The SFA are looking at restructuring non-League football. Neil Forsyth reports
As seven non-League clubs take to the field in the Scottish Cup second round on December 9, they will signify more than the ever-lessening gap between the cream of Scottish non-League and the nether regions of the professional ranks. Their appearance and the now annual forays of such outfits to this stage and beyond seem to have finally forced football here to confront its increasingly unjustifiable closed-shop status.
In early 2006, the Scottish FA formed a sub-committee to look at reshaping their premier cup competition. Though no plans have been officially confirmed, the indications are that – from as early as the 2007-08 season – the Scottish Cup will be open in its earliest rounds to all of Scotland’s senior non-League clubs as well as the top “junior” outfits.
This last point is the most controversial. Junior football exists in Scotland as a unique, parallel footballing universe, where popular and well established league systems are run away from the auspices of the SFA. A number of these teams, particularly in the junior heartland of Ayrshire, attract considerable support and the top junior clubs have often bettered Scottish League members in financial approaches to ageing professionals.
There have been some unsuccessful attempts to bring them into the fold, but perhaps the lure of the Scottish Cup (and the suggestion is that four junior sides would be allowed into the first round proper) could finally see the unlikely union take place.
And yet this isn’t even the most significant prize that could be on offer. Among the coverage of the potential reshaping of the Scottish Cup was a quote from a spokesman that could be seismic in implication. “The general desire within the SFA is to move towards a pyramid system,” he announced, “and this is just one option being considered to involve more teams in the national competitions.” Those in power, therefore, see the tinkering with the Scottish Cup as a precursor to the league system finally incorporating the novelty of promotion and relegation.
And here’s the problem, that sudden appearance of a trapdoor being an unlikely vote winner among the leagues’ members, with the usual comparison of turkeys backing Christmas applying. For the good of the national game, however, it has to be hoped that the short-term outlook of the traditionally lowly clubs would not be enough to halt the revolutionary whims of the SFA.
Scotland’s non-League setup may be a convoluted and untidy proposition, but it also bears clubs with the fan base and dynamism to breathe new life into the decaying bottom division, where crowds are regularly in three figures and player’s part-time salaries often in two. Swathes of Scotland would also have the opportunity to see League football for the first time – such as east Ayrshire, north Fife and at least one more town in the Highlands – while the arrival of new clubs and the energy of true competition could reinvigorate the league system.
All of which is likely to make little appeal to the directors of those clubs who have spent decades, if not a century, counting pennies and strangling talk of a pyramid system at birth because of the doom-laden threat of relegation and then, most likely, oblivion.
It can only be hoped that common sense will prevail and at least the slightest chink of aspiration – one up, one down – will be added to the professional game. First, though, the SFA have to guide through their ambitious Scottish Cup project, with all the various difficulties that incurs.
Their case can only be helped by the seven non-League teams battling in the Cup’s second round. And if any of them – from Highland League leaders Buckie Thistle to the proud students of Edinburgh University – can dispatch their League opponents, then maybe the historical opening up of Scottish football will have come a little closer.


(Task to carry out) Quote exactly, and only, the lines of the material below from the line with "Find the location of a particular element. This" through the line with "Describe the element at coordinates (1054, 79)".

(Provided records)
====================

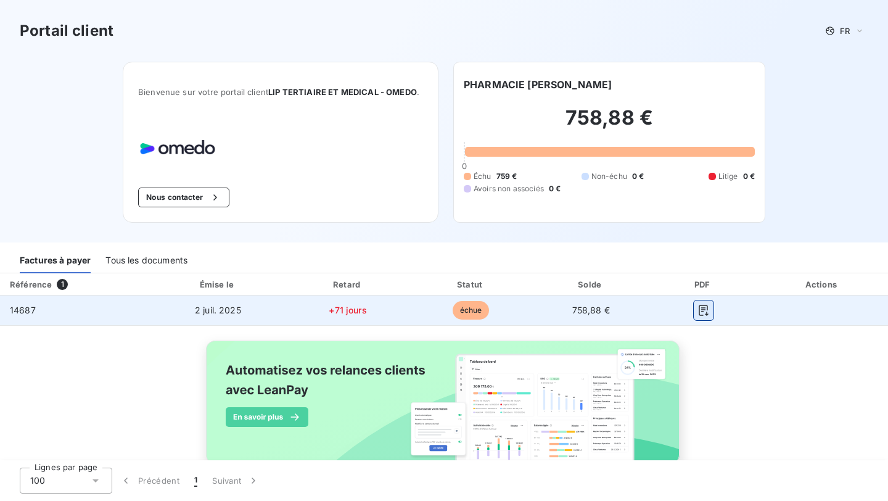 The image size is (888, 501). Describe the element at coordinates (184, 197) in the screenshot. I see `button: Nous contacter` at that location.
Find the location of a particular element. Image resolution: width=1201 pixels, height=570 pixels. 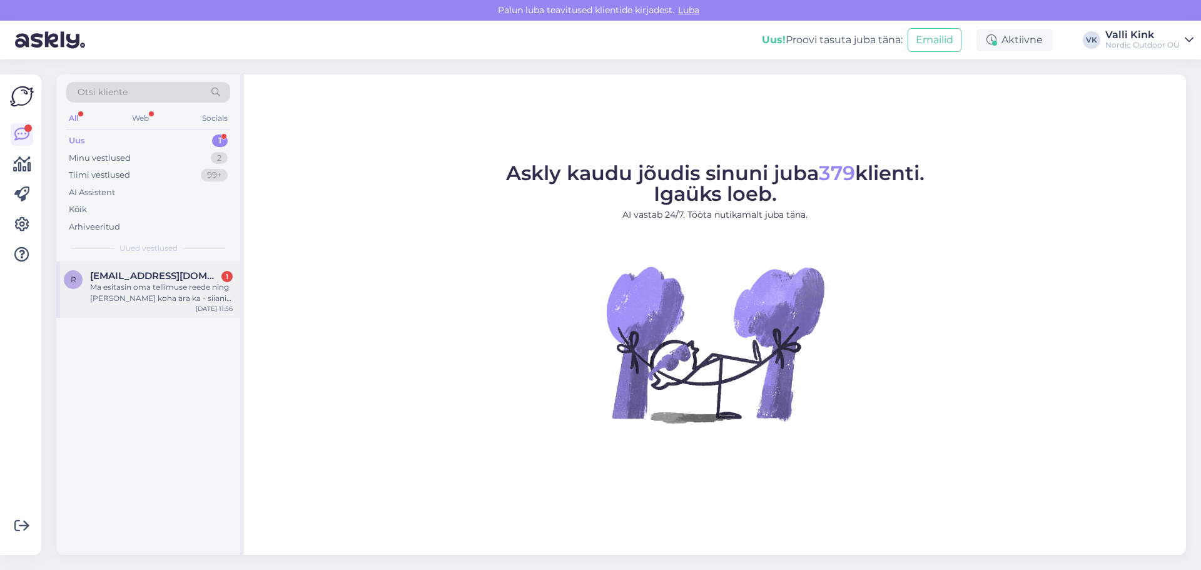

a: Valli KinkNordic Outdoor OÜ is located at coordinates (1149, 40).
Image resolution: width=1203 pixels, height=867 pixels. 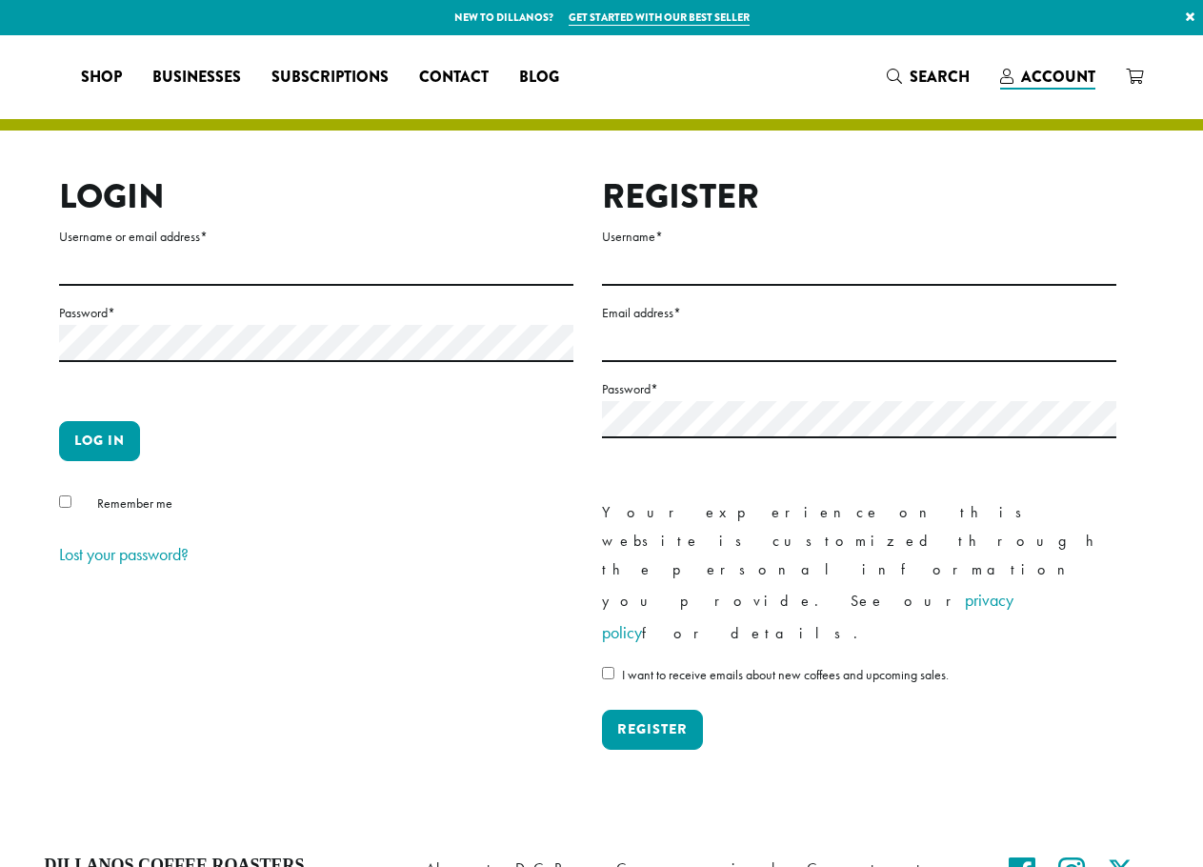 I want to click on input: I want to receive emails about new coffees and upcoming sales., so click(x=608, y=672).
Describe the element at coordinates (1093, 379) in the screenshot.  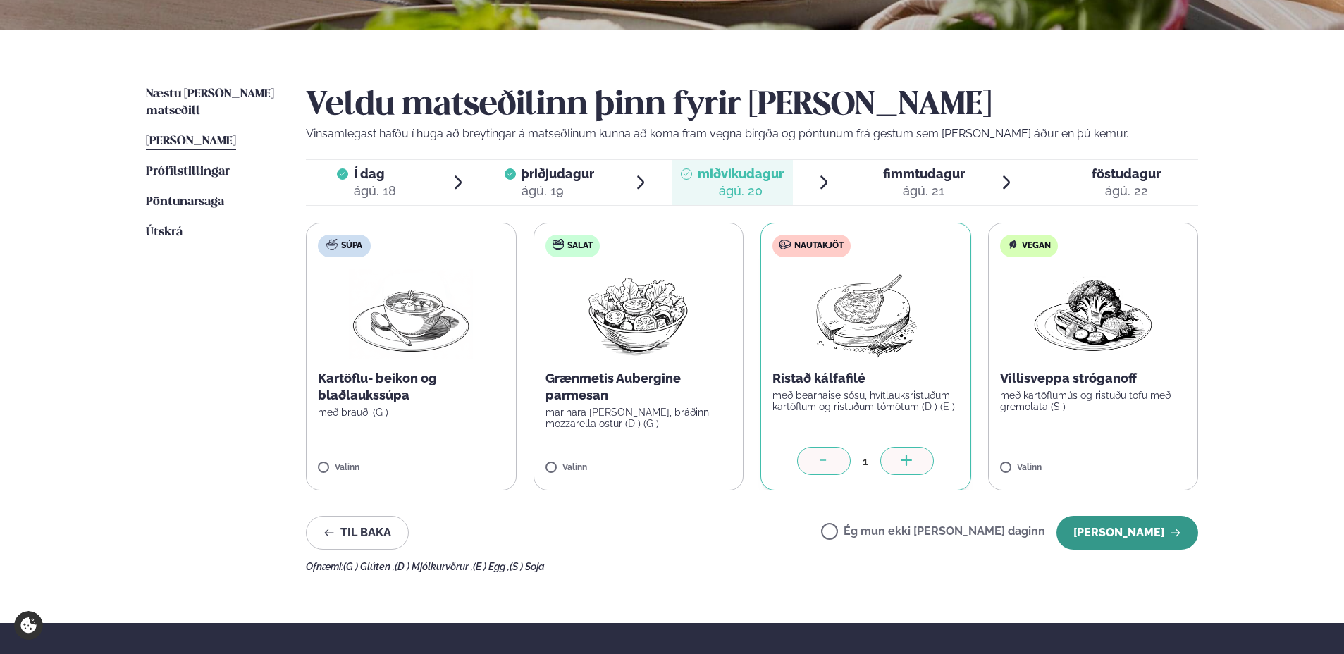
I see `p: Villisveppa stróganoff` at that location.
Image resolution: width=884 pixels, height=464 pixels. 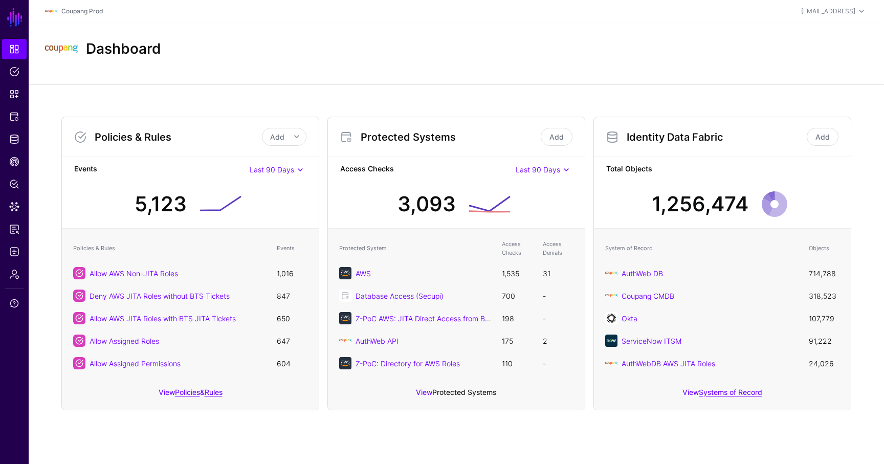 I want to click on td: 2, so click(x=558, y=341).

====================

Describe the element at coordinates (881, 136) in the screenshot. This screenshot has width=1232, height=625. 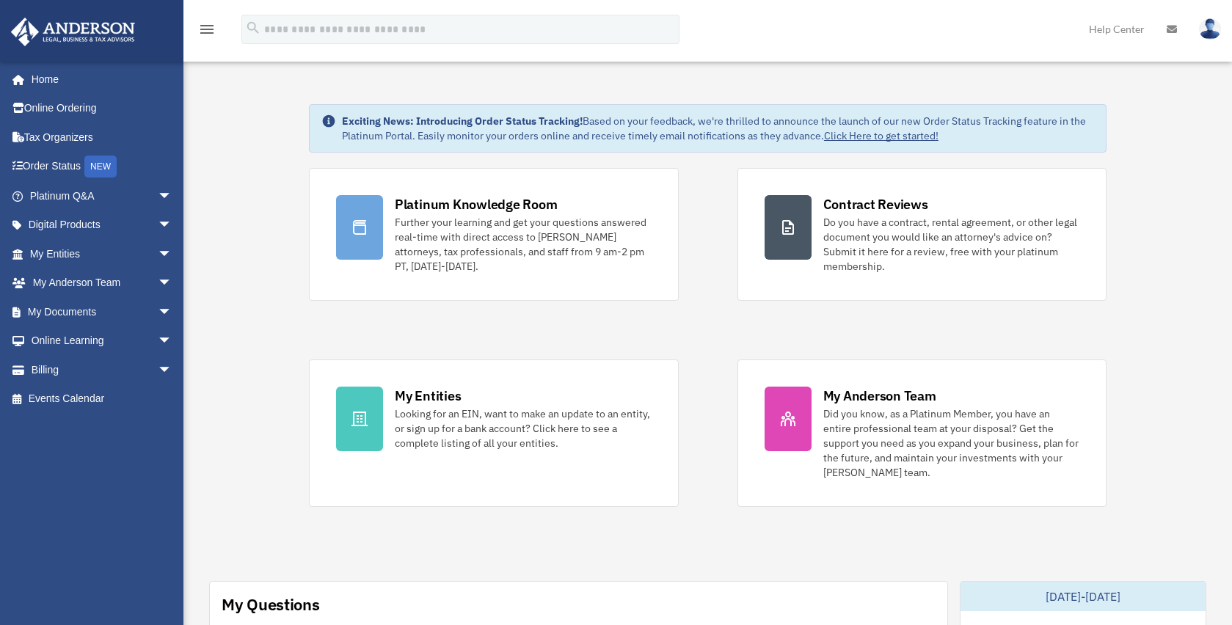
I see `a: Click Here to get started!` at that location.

====================

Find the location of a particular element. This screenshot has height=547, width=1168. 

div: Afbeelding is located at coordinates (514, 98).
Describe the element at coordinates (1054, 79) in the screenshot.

====================

(Solution below)
Find the location of a particular element. This screenshot has height=547, width=1168. 

div: Afbeelding is located at coordinates (514, 98).
Describe the element at coordinates (1054, 79) in the screenshot.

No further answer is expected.